Are they? Two local markets near me that bake bread on-site use the already employed staff. Putting dough into oven and setting a timer isn't much work, so usually the person behind the meat counter does that.
That's part of the appeal of UBI - we just accept that we are moving into a gig/freelance economy and these new jobs (and old jobs that have new conventions, like 3 day workweeks) are there to supplement UBI.
As a believer in capitalism, I see UBI as equalizing the labor side of the equation without economy-smothering alternatives like unions or excessive labor regulations.
It does by decoupling the need for a person to have a stable job. I think the effects of this would be almost as big as the shifts that happened during the Industrial Revolution. Once workers are truly free to choose their employers, we will see a massive shift in workplace norms.
Poor job security transfers costs that normally borne by the employer, and externalises them to society.
You've got cancer? Partner just died? Unplanned pregnancy? Not your fault, and in a regular job needing a week or two off won't leave you destitute.
Workers in the gig economy are still going to have these things happen - the expenses don't go away.

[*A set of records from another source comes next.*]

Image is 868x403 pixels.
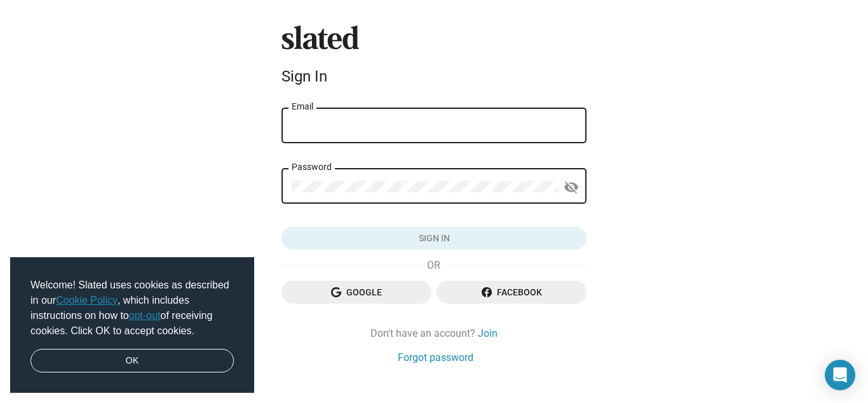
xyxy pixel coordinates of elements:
a: opt-out [129,310,160,320]
button: Google [282,281,431,304]
div: cookieconsent [10,257,254,393]
span: Facebook [447,281,577,304]
div: Sign In [282,68,587,85]
mat-icon: visibility_off [564,177,579,197]
div: Don't have an account? [282,327,587,339]
span: Google [291,281,422,304]
span: Welcome! Slated uses cookies as described in our , which includes instructions on how to of recei... [30,277,233,339]
a: Join [478,327,498,339]
sl-branding: Sign In [282,25,587,91]
div: Open Intercom Messenger [825,359,855,390]
button: Show password [558,174,584,200]
button: Facebook [437,281,587,304]
a: Forgot password [398,351,473,364]
a: Cookie Policy [56,295,118,305]
a: dismiss cookie message [30,349,233,373]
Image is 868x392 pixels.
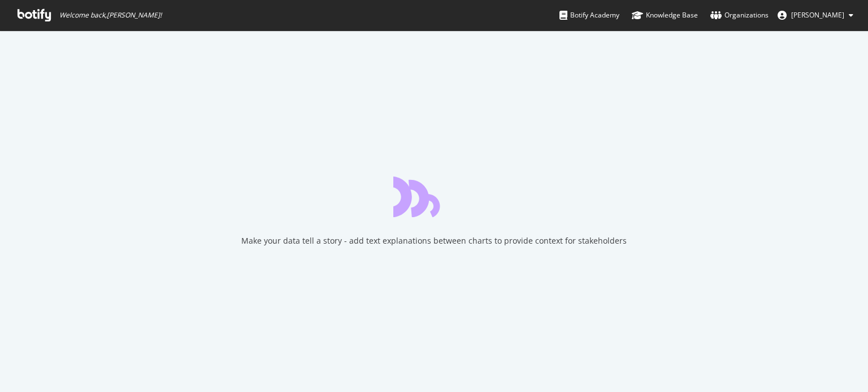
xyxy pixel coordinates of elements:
span: Tania Johnston [791,10,844,20]
div: animation [393,176,475,217]
div: Botify Academy [559,10,620,21]
div: Make your data tell a story - add text explanations between charts to provide context for stakeho... [241,235,627,246]
div: Knowledge Base [632,10,698,21]
button: [PERSON_NAME] [769,7,862,24]
span: Welcome back, [PERSON_NAME] ! [59,11,161,20]
div: Organizations [710,10,769,21]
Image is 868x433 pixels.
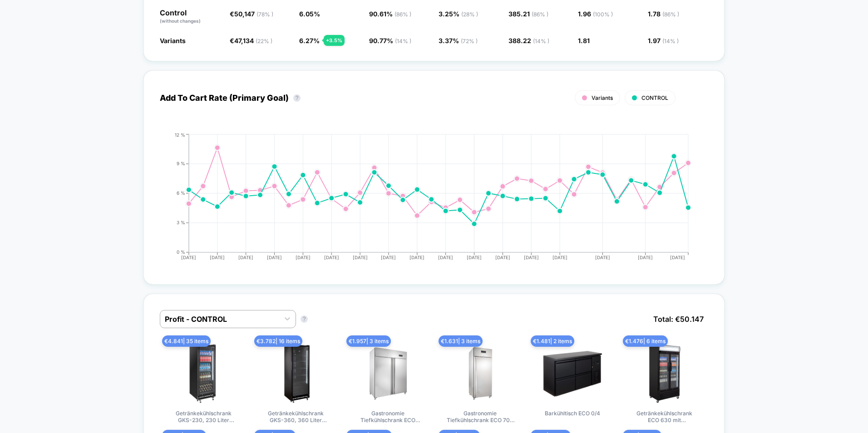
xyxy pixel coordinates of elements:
[347,336,391,347] span: € 1.957 | 3 items
[264,342,328,405] img: Getränkekühlschrank GKS-360, 360 Liter Kühlraumvolumen, 5 verstellbare Einlegeböden, Innenbeleuch...
[461,38,477,44] span: ( 72 % )
[170,410,238,425] span: Getränkekühlschrank GKS-230, 230 Liter Kühlraumvolumen, 4 verstellbare Einlegeböden, Innenbeleuch...
[299,37,320,44] span: 6.27 %
[623,336,668,347] span: € 1.476 | 6 items
[508,10,549,18] span: 385.21
[663,11,679,18] span: ( 86 % )
[447,410,515,425] span: Gastronomie Tiefkühlschrank ECO 700 GN 2/1 Monoblock, 616 Liter Kühlraumvolumen, 3 verstellbare E...
[578,10,613,18] span: 1.96
[355,410,422,425] span: Gastronomie Tiefkühlschrank ECO 1400 GN 2/1 Monoblock, 1350 Liter Kühlraumvolumen, 6 verstellbare...
[172,342,235,405] img: Getränkekühlschrank GKS-230, 230 Liter Kühlraumvolumen, 4 verstellbare Einlegeböden, Innenbeleuch...
[230,10,273,18] span: €
[324,35,345,46] div: + 3.5 %
[369,10,411,18] span: 90.61 %
[633,342,697,405] img: Getränkekühlschrank ECO 630 mit Leuchtaufsatz und Klapptüren
[299,10,320,18] span: 6.05 %
[353,255,368,260] tspan: [DATE]
[177,190,185,196] tspan: 6 %
[524,255,539,260] tspan: [DATE]
[531,11,549,18] span: ( 86 % )
[181,255,196,260] tspan: [DATE]
[648,37,679,44] span: 1.97
[356,342,420,405] img: Gastronomie Tiefkühlschrank ECO 1400 GN 2/1 Monoblock, 1350 Liter Kühlraumvolumen, 6 verstellbare...
[162,336,210,347] span: € 4.841 | 35 items
[177,249,185,255] tspan: 0 %
[531,336,575,347] span: € 1.481 | 2 items
[394,11,411,18] span: ( 86 % )
[642,95,669,101] span: CONTROL
[369,37,411,44] span: 90.77 %
[255,38,272,44] span: ( 22 % )
[177,161,185,166] tspan: 9 %
[210,255,225,260] tspan: [DATE]
[254,336,302,347] span: € 3.782 | 16 items
[631,410,699,425] span: Getränkekühlschrank ECO 630 mit Leuchtaufsatz und Klapptüren
[324,255,339,260] tspan: [DATE]
[381,255,396,260] tspan: [DATE]
[160,18,201,24] span: (without changes)
[262,410,330,425] span: Getränkekühlschrank GKS-360, 360 Liter Kühlraumvolumen, 5 verstellbare Einlegeböden, Innenbeleuch...
[439,336,483,347] span: € 1.631 | 3 items
[300,316,308,323] button: ?
[545,410,600,425] span: Barkühltisch ECO 0/4
[578,37,590,44] span: 1.81
[257,11,273,18] span: ( 78 % )
[467,255,482,260] tspan: [DATE]
[593,11,613,18] span: ( 100 % )
[234,37,272,44] span: 47,134
[508,37,549,44] span: 388.22
[160,9,221,24] p: Control
[553,255,568,260] tspan: [DATE]
[495,255,510,260] tspan: [DATE]
[267,255,282,260] tspan: [DATE]
[663,38,679,44] span: ( 14 % )
[592,95,613,101] span: Variants
[649,310,708,328] span: Total: € 50.147
[177,220,185,225] tspan: 3 %
[410,255,425,260] tspan: [DATE]
[438,255,453,260] tspan: [DATE]
[234,10,273,18] span: 50,147
[461,11,478,18] span: ( 28 % )
[670,255,686,260] tspan: [DATE]
[533,38,549,44] span: ( 14 % )
[595,255,611,260] tspan: [DATE]
[239,255,254,260] tspan: [DATE]
[295,255,311,260] tspan: [DATE]
[175,132,185,137] tspan: 12 %
[395,38,411,44] span: ( 14 % )
[160,37,186,44] span: Variants
[541,342,604,405] img: Barkühltisch ECO 0/4
[648,10,679,18] span: 1.78
[230,37,272,44] span: €
[439,10,478,18] span: 3.25 %
[448,342,512,405] img: Gastronomie Tiefkühlschrank ECO 700 GN 2/1 Monoblock, 616 Liter Kühlraumvolumen, 3 verstellbare E...
[439,37,477,44] span: 3.37 %
[293,95,300,102] button: ?
[638,255,654,260] tspan: [DATE]
[151,132,699,268] div: ADD_TO_CART_RATE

If the employer isn't doing their bit, the expense will be borne by family, charities or the taxpayer. Good for Amazon's bottom line, bad for you and me.
here we go again with this... What's wrong with such jobs ? AS mentioned by Amazon you don't need to work 9 to 5, you can just work for extra if you need. Even if you HAD basic income this kind of part-time job could make sense to make a bit more money that the nothing you would get to survive on your own.